RECENT MEETINGS.  Ray Downing entertained us on President’s Night (the latest in an awe-inspiring and possibly record-breaking series from him) with a “something for everyone” mixed bag including Stamp Positioning (on the envelope, that is), GB Charity Cancels, Some French Proofs, and (again from France) the Marianne de Dulac issue.  Generous indeed: and as if that weren’t enough, Ray was one of three members valiantly plugging the following month’s gap caused by the unavoidable and much lamented postponement of Dennis Preddy’s scheduled talk on Botswana.  Ray showed a selection of GB Postal Stationery.
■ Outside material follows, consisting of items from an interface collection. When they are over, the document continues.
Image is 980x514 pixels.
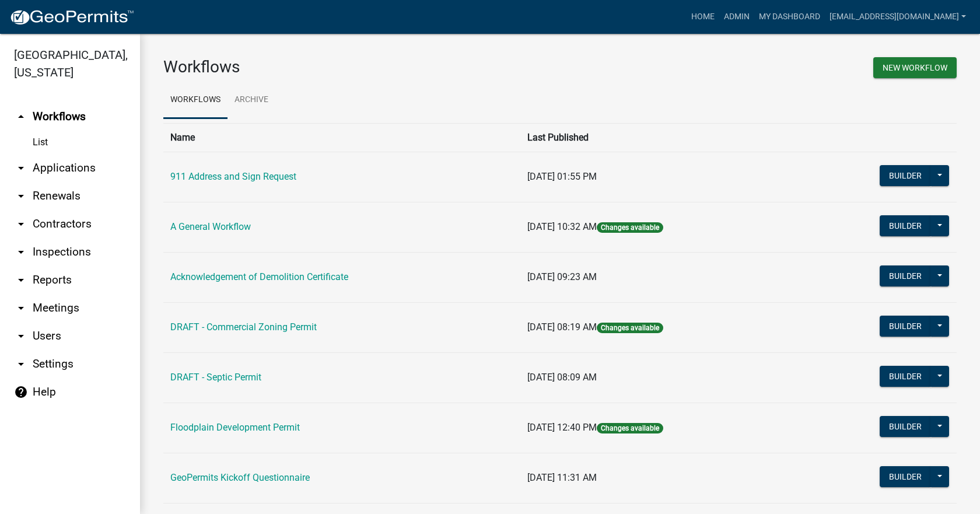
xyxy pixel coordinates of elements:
i: arrow_drop_down [14,329,28,343]
i: arrow_drop_down [14,357,28,371]
i: arrow_drop_down [14,301,28,316]
span: Changes available [597,423,663,434]
a: My Dashboard [754,6,825,28]
a: GeoPermits Kickoff Questionnaire [170,472,310,484]
th: Last Published [520,123,800,152]
button: New Workflow [873,58,956,78]
span: [DATE] 10:32 AM [528,221,597,232]
button: Builder [880,417,931,437]
span: [DATE] 12:40 PM [528,422,597,433]
button: Builder [880,316,931,336]
a: 911 Address and Sign Request [170,171,296,182]
a: Admin [719,6,754,28]
a: DRAFT - Septic Permit [170,372,262,383]
a: Archive [228,81,276,119]
button: Builder [880,366,931,387]
i: arrow_drop_down [14,245,28,259]
a: A General Workflow [170,221,251,232]
button: Builder [880,215,931,236]
span: Changes available [597,222,663,233]
span: [DATE] 11:31 AM [528,472,597,484]
a: Workflows [163,81,228,119]
button: Builder [880,266,931,286]
i: arrow_drop_down [14,217,28,231]
span: Changes available [597,323,663,334]
a: Floodplain Development Permit [170,422,300,433]
i: arrow_drop_up [14,110,28,124]
span: [DATE] 08:19 AM [528,321,597,333]
span: [DATE] 08:09 AM [528,372,597,383]
a: Acknowledgement of Demolition Certificate [170,271,348,283]
th: Name [163,123,520,152]
span: [DATE] 01:55 PM [528,171,597,182]
i: arrow_drop_down [14,189,28,203]
span: [DATE] 09:23 AM [528,271,597,283]
a: DRAFT - Commercial Zoning Permit [170,321,316,333]
a: [EMAIL_ADDRESS][DOMAIN_NAME] [825,6,971,28]
i: arrow_drop_down [14,162,28,175]
button: Builder [880,467,931,488]
h3: Workflows [163,58,551,77]
i: arrow_drop_down [14,273,28,287]
a: Home [686,6,719,28]
button: Builder [880,165,931,186]
i: help [14,386,28,400]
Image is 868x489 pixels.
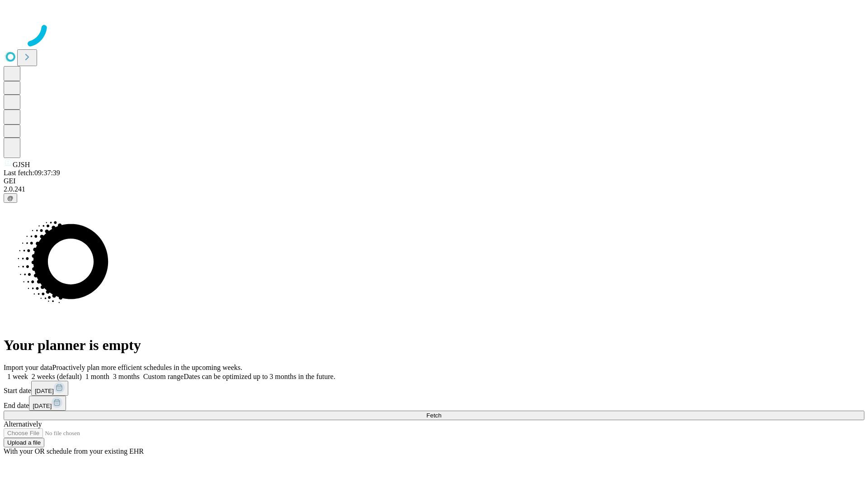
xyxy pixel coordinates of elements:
[4,396,865,411] div: End date
[7,195,13,202] span: @
[4,381,865,396] div: Start date
[32,373,82,381] span: 2 weeks (default)
[4,411,865,420] button: Fetch
[4,185,865,193] div: 2.0.241
[113,373,140,381] span: 3 months
[52,363,243,371] span: Proactively plan more efficient schedules in the upcoming weeks.
[4,169,60,176] span: Last fetch: 09:37:39
[32,403,51,409] span: [DATE]
[29,396,66,411] button: [DATE]
[7,373,28,381] span: 1 week
[143,373,183,381] span: Custom range
[4,438,44,447] button: Upload a file
[35,388,54,394] span: [DATE]
[4,447,144,455] span: With your OR schedule from your existing EHR
[183,373,335,381] span: Dates can be optimized up to 3 months in the future.
[85,373,109,381] span: 1 month
[13,161,30,169] span: GJSH
[4,420,42,428] span: Alternatively
[426,412,441,419] span: Fetch
[4,193,17,203] button: @
[31,381,68,396] button: [DATE]
[4,363,52,371] span: Import your data
[4,337,865,354] h1: Your planner is empty
[4,177,865,185] div: GEI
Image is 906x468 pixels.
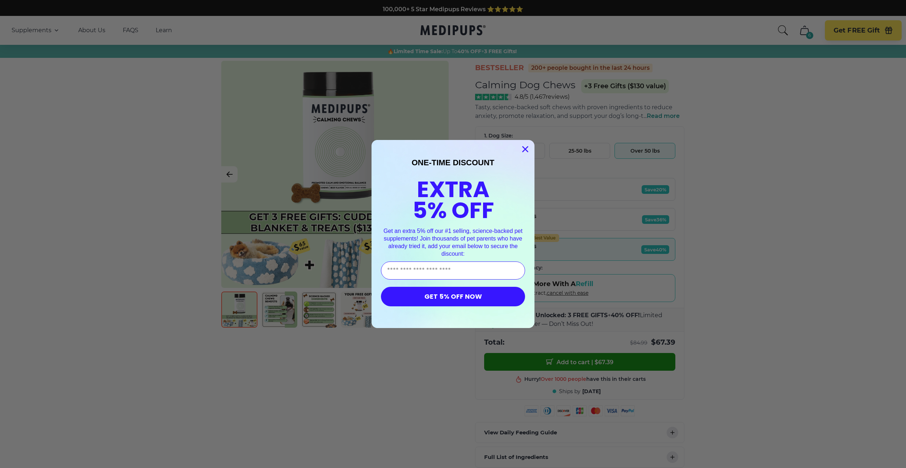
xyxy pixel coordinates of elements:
[412,158,494,167] span: ONE-TIME DISCOUNT
[412,195,494,226] span: 5% OFF
[519,143,531,156] button: Close dialog
[383,228,522,257] span: Get an extra 5% off our #1 selling, science-backed pet supplements! Join thousands of pet parents...
[381,287,525,307] button: GET 5% OFF NOW
[417,174,489,205] span: EXTRA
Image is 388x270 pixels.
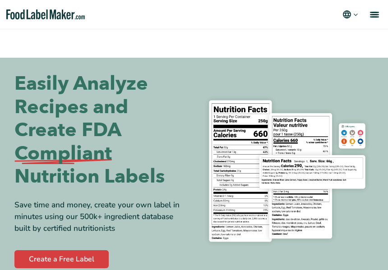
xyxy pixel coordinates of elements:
[14,199,187,234] div: Save time and money, create your own label in minutes using our 500k+ ingredient database built b...
[342,9,359,20] button: Change language
[14,250,109,268] a: Create a Free Label
[14,142,112,166] span: Compliant
[14,72,187,189] h1: Easily Analyze Recipes and Create FDA Nutrition Labels
[6,9,85,20] a: Food Label Maker homepage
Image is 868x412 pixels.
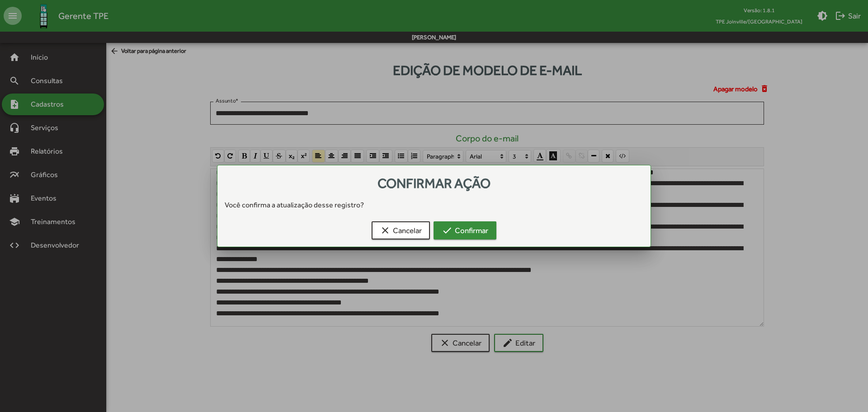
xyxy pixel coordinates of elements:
button: Cancelar [372,221,430,240]
span: Confirmar [442,222,488,239]
span: Cancelar [380,222,422,239]
span: Confirmar ação [378,176,491,191]
mat-icon: check [442,225,453,236]
mat-icon: clear [380,225,391,236]
button: Confirmar [434,221,496,240]
div: Você confirma a atualização desse registro? [218,200,650,211]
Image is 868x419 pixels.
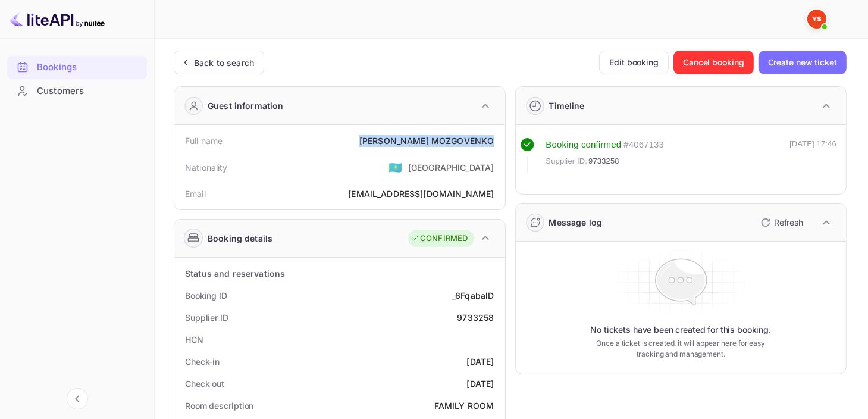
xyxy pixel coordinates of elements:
div: # 4067133 [623,138,664,152]
div: FAMILY ROOM [435,400,495,412]
div: Booking details [208,232,273,245]
span: United States [388,157,403,178]
div: [DATE] [467,377,495,390]
div: Nationality [185,161,228,174]
div: [DATE] 17:46 [789,138,837,173]
div: Room description [185,400,254,412]
div: Guest information [208,100,284,112]
div: Status and reservations [185,267,285,280]
div: Bookings [37,61,141,75]
button: Edit booking [599,51,669,75]
div: Check out [185,377,225,390]
a: Bookings [7,56,147,78]
p: Once a ticket is created, it will appear here for easy tracking and management. [593,338,769,360]
div: Supplier ID [185,311,229,324]
div: HCN [185,333,204,346]
div: Back to search [194,56,254,69]
button: Create new ticket [759,51,847,75]
button: Cancel booking [674,51,754,75]
div: [PERSON_NAME] MOZGOVENKO [359,135,495,147]
div: Customers [7,79,147,103]
button: Collapse navigation [67,388,88,409]
img: LiteAPI logo [10,10,105,29]
div: Booking confirmed [546,138,622,152]
div: _6FqabalD [452,290,494,302]
div: Message log [550,216,603,229]
span: 9733258 [589,156,619,167]
div: Customers [37,84,141,98]
div: [GEOGRAPHIC_DATA] [408,161,495,174]
button: Refresh [754,214,808,232]
img: Yandex Support [808,10,826,29]
div: [EMAIL_ADDRESS][DOMAIN_NAME] [348,188,494,200]
a: Customers [7,79,147,102]
div: Email [185,188,206,200]
p: Refresh [774,216,804,229]
div: Check-in [185,356,220,368]
div: [DATE] [467,356,495,368]
p: No tickets have been created for this booking. [590,324,771,336]
span: Supplier ID: [546,156,588,167]
div: Bookings [7,56,147,79]
div: 9733258 [457,311,494,324]
div: Timeline [550,100,585,112]
div: Full name [185,135,222,147]
div: CONFIRMED [412,233,468,245]
div: Booking ID [185,290,227,302]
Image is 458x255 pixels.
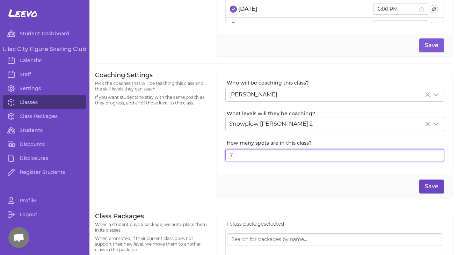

Paul Wright had opened with a magnificent display of the Vendyre Provisionals of Jamaica: only three stamps (SG 30, O1 and O2) but with scope for specialisation enough to fill 144 sheets, all written-up to luxury-handbook standard, and all generously made available for inspection on line.  Malcolm Norris rounded off the evening with a departure from his normal specialism, Coins on Stamps, by showing us a wide range of Railway thematics, including – neatly – some issues from Botswana.  Many thanks to all, for providing a splendid evening’s entertainment at short notice. 

 

FROM OUR WIRRAL CORRESPONDENT.  I am indebted, as always, to member John Davies, who sends down from sunny Merseyside a regular and most welcome supply of trenchant comments on current GB issues. He offers a list of alternative commemorations to those scheduled for 2010, this being the anniversary year of (among others) Harry Lauder, the Eagle comic, the Korean War, the births of Princess Anne (1950) and Price Andrew (1960) – and the end of National Service.  All good debatable stuff: I’m reminded of those endless 3c commems from the USA, issued to appease one political faction after another.  Whatever the reason for issue, my own annual lament (prompted by the mounting-up of such postally used commems as I’ve been able to locate) is that so many often-splendid designs are seen by so few people.

 

John also points out the collectable potential of the new security-minded Machins (you know, the ones that won’t soak off), with their two varieties of U-shaped slits and (currently) four versions of background wording: MAIL, MBIL, MSIL and MTIL.  And in deploring the rip-off percentage price-rises among the latest postage rates (e,g, 1st Large Letter, from 60p to 76p in two years), John suggests a cunning but quite legal fight-back in pointing out that the use of two 15p stamps to frank a second-class letter will fool the Royal Mail machinery into treating it as first class. He reminds us, too, that anyone stashing away quantities of 1st Large stamps two years ago will have seen their face value rise by 26.7%.  Far better than money in the bank – but then, almost anything is, these days.

 

DROPPING LIKE FLIES.  The latest Philatelic Exporter (June) reports the closure of another London stamp address, 110 St Martin’s Lane.  This had housed dealers since the 1980s, the first incumbent being Leo Baresch.  The latest, the Royale Stamp Company, has relocated to 79 Strand, home of parent company Steven Scott.  The Cecil Court Stamp Shop has also either already closed or is just about to: all very sad, for those of us who remember the good old days.  (Visit Paris, walk along the Rue Drouot, compare and weep.)  Alternatively, if the lack of stamp shops makes a visit to Central London seem less and less worth the trouble to you, contact Ray Downing if all you want are albums, catalogues, spare leaves or other accessories.  Ray makes periodic trips to Vera Trinder (still at 38 Bedford Street) and can obtain items for you.